Yesterday, news broke that the Justice Department obtained two months of phone records for 20 phone lines of AP journalists' office, home and cell phones without their knowledge. AP condemned the "massive and unprecedented" intrusion:
There can be no possible justification for such an overbroad collection of the telephone communications of The Associated Press and its reporters, . . . These records potentially reveal communications with confidential sources across all of the news gathering activities undertaken by The A.P. during a two-month period, provide a road map to A.P.’s news gathering operations, and disclose information about A.P.’s activities and operations that the government has no conceivable right to know.
Privacy and civil liberties groups were equally outraged (See
ACLU and
Electronic Frontier Foundation responses).
The chilling, unjustified surveillance of journalists engaging in First Amendment-protected activities should serve as a wake-up call that the national security surveillance state is real, powerful, and targeting the media under the auspices of "leak investigations." The Justice Department's targeting of AP is related to yet another "leak investigation," not unlike the 6 Espionage Act prosecutions the Obama administration has brought against so-called "leakers," who are really whistleblowers. I've been saying for years - shouting into the wilderness - that the Espionage Act prosecutions are being used as a back-door way for going after journalists, whose thinly-veiled names pepper the indictments.
If the American media and public want to keep what's left of their First Amendment rights, we need to wake up and see this latest attack on free speech for what it is: the government is using the criminal justice system to silence dissenters - a policy completely antithetical to a constitutional democracy that enshrines the freedoms of speech and the press.
My client, National Security Agency (NSA) whistleblower Bill Binney has been publicly raising the alarm about government monitoring journalists for years now.
Over a decade ago, I anonymously leaked e-mails to Newsweek evidencing that the Justice Department committed an ethics violation in its interrogation of "American Taliban" John Walker Lindh, and then tried to cover it up. The Justice Department went after the journalist who published my e-mails, Michael Isikoff, and obtained Isikoff's phone records with me, without either of us, to this day, knowing how. Douglas McCollam wrote an article for the Columbia Journalism Review on my situation, appropriately titled, "Who's Tracking Your Calls? And How Far Will the Department of Justice Go to Burn a Leaker?" Douglas McCollam, Who's Tracking Your Calls?, COLUMBIA JOURNALISM REVIEW, March/April 2004, Issue 2.
New York Times reporter and book author James Risen described how the government obtained his phone records in an affidavit he filed after the government thrice tried to compel him to testify about his sources in the Espionage Act case against former CIA officer Jeffery Sterling:
I have learned from an individual who testified before a grand jury . . . that was examining my reporting about the domestic wiretapping program that the Government had shown this individual copies of telephone records relating to calls made to and from me . . . Around the same time that the Government was making public statements about potentially prosecuting journalists . . . ABC News reported on May 15, 2006, that senior federal law enforcement officials had informed them that the government was tracking the phone numbers of journalists without the journalists' knowledge as part of an effort to root out the journalists' confidential sources. . . I was mentioned by name as one of the reporters whose work the government was looking into.
The
New York Times has
finally woken up to the fact that the Espionage Act prosecutions are a policy:
The development represents the latest collision of news organizations and federal investigators over government efforts to prevent the disclosure of national security information, and it comes against a backdrop of an aggressive policy by the Obama administration to rein in leaks . . .
rather than reporting the Obama administration's record-setting number of Espionage Act prosecutions were
some sort of accident that the Obama administration touted when it wanted to impress the national security state.
The latest revelation about the government infringement on AP confirms what too many whistleblowers (like Thomas Drake, John Kiriakou, and Bradley Manning) and journalists (like documentary filmmaker Laura Poitras) already know about the national security state: when you speak truth to power, the government will use every weapon in its arsenal to silence you.
Justice Department policy requires the Attorney General to sign off on journalist subpoenas, which the policy says should be done only as a last resort when all other efforts to obtain the information have failed. Feel free to call AG Eric Holder and tell him exactly what you think of this First Amendment intrusion: 202-353-1555
And for liberty's sake, call your members of Congress and demand immediate, strong oversight. it's way past time Congress stand up to the national security apparatus that it's been complicit in creating and empowering and act like the co-equal branch of government we elected them to be.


Would you transcribe all of the entries that follow, word for word?

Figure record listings
== Segment start ==

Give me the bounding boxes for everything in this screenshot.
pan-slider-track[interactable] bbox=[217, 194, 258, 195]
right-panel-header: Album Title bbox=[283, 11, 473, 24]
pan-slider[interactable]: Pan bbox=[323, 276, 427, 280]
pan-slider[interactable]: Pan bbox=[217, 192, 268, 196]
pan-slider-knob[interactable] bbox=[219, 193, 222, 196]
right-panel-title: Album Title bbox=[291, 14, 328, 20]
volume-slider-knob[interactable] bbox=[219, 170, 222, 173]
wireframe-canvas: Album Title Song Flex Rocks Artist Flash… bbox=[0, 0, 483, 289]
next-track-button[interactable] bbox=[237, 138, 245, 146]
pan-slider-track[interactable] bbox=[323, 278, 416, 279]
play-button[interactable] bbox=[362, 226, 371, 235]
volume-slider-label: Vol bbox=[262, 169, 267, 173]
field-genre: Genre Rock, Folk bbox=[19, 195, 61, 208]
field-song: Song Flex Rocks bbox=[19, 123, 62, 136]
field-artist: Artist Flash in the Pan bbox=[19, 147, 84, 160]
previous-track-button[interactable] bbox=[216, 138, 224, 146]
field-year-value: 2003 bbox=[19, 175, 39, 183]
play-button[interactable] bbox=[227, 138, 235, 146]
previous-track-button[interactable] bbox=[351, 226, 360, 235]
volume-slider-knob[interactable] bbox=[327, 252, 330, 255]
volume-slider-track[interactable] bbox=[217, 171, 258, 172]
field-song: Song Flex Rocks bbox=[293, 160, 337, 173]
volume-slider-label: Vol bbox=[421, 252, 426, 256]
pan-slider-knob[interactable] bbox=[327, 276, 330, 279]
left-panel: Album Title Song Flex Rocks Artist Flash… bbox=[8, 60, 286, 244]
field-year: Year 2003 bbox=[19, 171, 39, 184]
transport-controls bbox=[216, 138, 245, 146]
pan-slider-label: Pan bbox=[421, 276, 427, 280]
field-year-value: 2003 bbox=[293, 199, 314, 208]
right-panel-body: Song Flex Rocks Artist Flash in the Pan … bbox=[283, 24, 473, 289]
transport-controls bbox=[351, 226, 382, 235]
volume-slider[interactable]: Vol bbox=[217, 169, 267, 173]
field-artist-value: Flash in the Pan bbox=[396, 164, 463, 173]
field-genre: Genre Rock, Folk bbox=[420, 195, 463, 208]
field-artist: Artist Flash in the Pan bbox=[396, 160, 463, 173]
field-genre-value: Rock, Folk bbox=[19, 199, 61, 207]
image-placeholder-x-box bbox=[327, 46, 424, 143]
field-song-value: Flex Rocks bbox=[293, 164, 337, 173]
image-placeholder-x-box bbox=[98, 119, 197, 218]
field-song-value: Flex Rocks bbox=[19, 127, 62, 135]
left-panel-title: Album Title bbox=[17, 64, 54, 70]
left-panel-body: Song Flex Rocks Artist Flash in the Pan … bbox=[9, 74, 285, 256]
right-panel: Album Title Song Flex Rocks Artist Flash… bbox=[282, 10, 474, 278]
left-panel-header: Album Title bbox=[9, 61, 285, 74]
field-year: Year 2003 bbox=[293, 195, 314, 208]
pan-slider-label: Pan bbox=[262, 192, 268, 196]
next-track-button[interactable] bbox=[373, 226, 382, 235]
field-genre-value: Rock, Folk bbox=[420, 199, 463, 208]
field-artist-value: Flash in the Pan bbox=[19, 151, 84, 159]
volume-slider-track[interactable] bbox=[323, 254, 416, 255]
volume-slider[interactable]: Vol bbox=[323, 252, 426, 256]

== Segment end ==

Finished task:
Give me the bounding boxes for everything in this screenshot.
pan-slider-track[interactable] bbox=[217, 194, 258, 195]
right-panel-header: Album Title bbox=[283, 11, 473, 24]
pan-slider[interactable]: Pan bbox=[323, 276, 427, 280]
pan-slider[interactable]: Pan bbox=[217, 192, 268, 196]
pan-slider-knob[interactable] bbox=[219, 193, 222, 196]
right-panel-title: Album Title bbox=[291, 14, 328, 20]
volume-slider-knob[interactable] bbox=[219, 170, 222, 173]
wireframe-canvas: Album Title Song Flex Rocks Artist Flash… bbox=[0, 0, 483, 289]
next-track-button[interactable] bbox=[237, 138, 245, 146]
pan-slider-track[interactable] bbox=[323, 278, 416, 279]
play-button[interactable] bbox=[362, 226, 371, 235]
volume-slider-label: Vol bbox=[262, 169, 267, 173]
field-genre: Genre Rock, Folk bbox=[19, 195, 61, 208]
field-song: Song Flex Rocks bbox=[19, 123, 62, 136]
field-artist: Artist Flash in the Pan bbox=[19, 147, 84, 160]
previous-track-button[interactable] bbox=[216, 138, 224, 146]
field-year-value: 2003 bbox=[19, 175, 39, 183]
play-button[interactable] bbox=[227, 138, 235, 146]
previous-track-button[interactable] bbox=[351, 226, 360, 235]
volume-slider-knob[interactable] bbox=[327, 252, 330, 255]
volume-slider-track[interactable] bbox=[217, 171, 258, 172]
field-song: Song Flex Rocks bbox=[293, 160, 337, 173]
volume-slider-label: Vol bbox=[421, 252, 426, 256]
pan-slider-knob[interactable] bbox=[327, 276, 330, 279]
left-panel: Album Title Song Flex Rocks Artist Flash… bbox=[8, 60, 286, 244]
field-year: Year 2003 bbox=[19, 171, 39, 184]
transport-controls bbox=[216, 138, 245, 146]
pan-slider-label: Pan bbox=[421, 276, 427, 280]
field-year-value: 2003 bbox=[293, 199, 314, 208]
right-panel-body: Song Flex Rocks Artist Flash in the Pan … bbox=[283, 24, 473, 289]
transport-controls bbox=[351, 226, 382, 235]
volume-slider[interactable]: Vol bbox=[217, 169, 267, 173]
field-artist-value: Flash in the Pan bbox=[396, 164, 463, 173]
field-genre: Genre Rock, Folk bbox=[420, 195, 463, 208]
field-artist: Artist Flash in the Pan bbox=[396, 160, 463, 173]
field-genre-value: Rock, Folk bbox=[19, 199, 61, 207]
image-placeholder-x-box bbox=[327, 46, 424, 143]
field-song-value: Flex Rocks bbox=[293, 164, 337, 173]
image-placeholder-x-box bbox=[98, 119, 197, 218]
field-song-value: Flex Rocks bbox=[19, 127, 62, 135]
left-panel-title: Album Title bbox=[17, 64, 54, 70]
left-panel-body: Song Flex Rocks Artist Flash in the Pan … bbox=[9, 74, 285, 256]
right-panel: Album Title Song Flex Rocks Artist Flash… bbox=[282, 10, 474, 278]
left-panel-header: Album Title bbox=[9, 61, 285, 74]
field-year: Year 2003 bbox=[293, 195, 314, 208]
pan-slider-label: Pan bbox=[262, 192, 268, 196]
next-track-button[interactable] bbox=[373, 226, 382, 235]
field-genre-value: Rock, Folk bbox=[420, 199, 463, 208]
field-artist-value: Flash in the Pan bbox=[19, 151, 84, 159]
volume-slider-track[interactable] bbox=[323, 254, 416, 255]
volume-slider[interactable]: Vol bbox=[323, 252, 426, 256]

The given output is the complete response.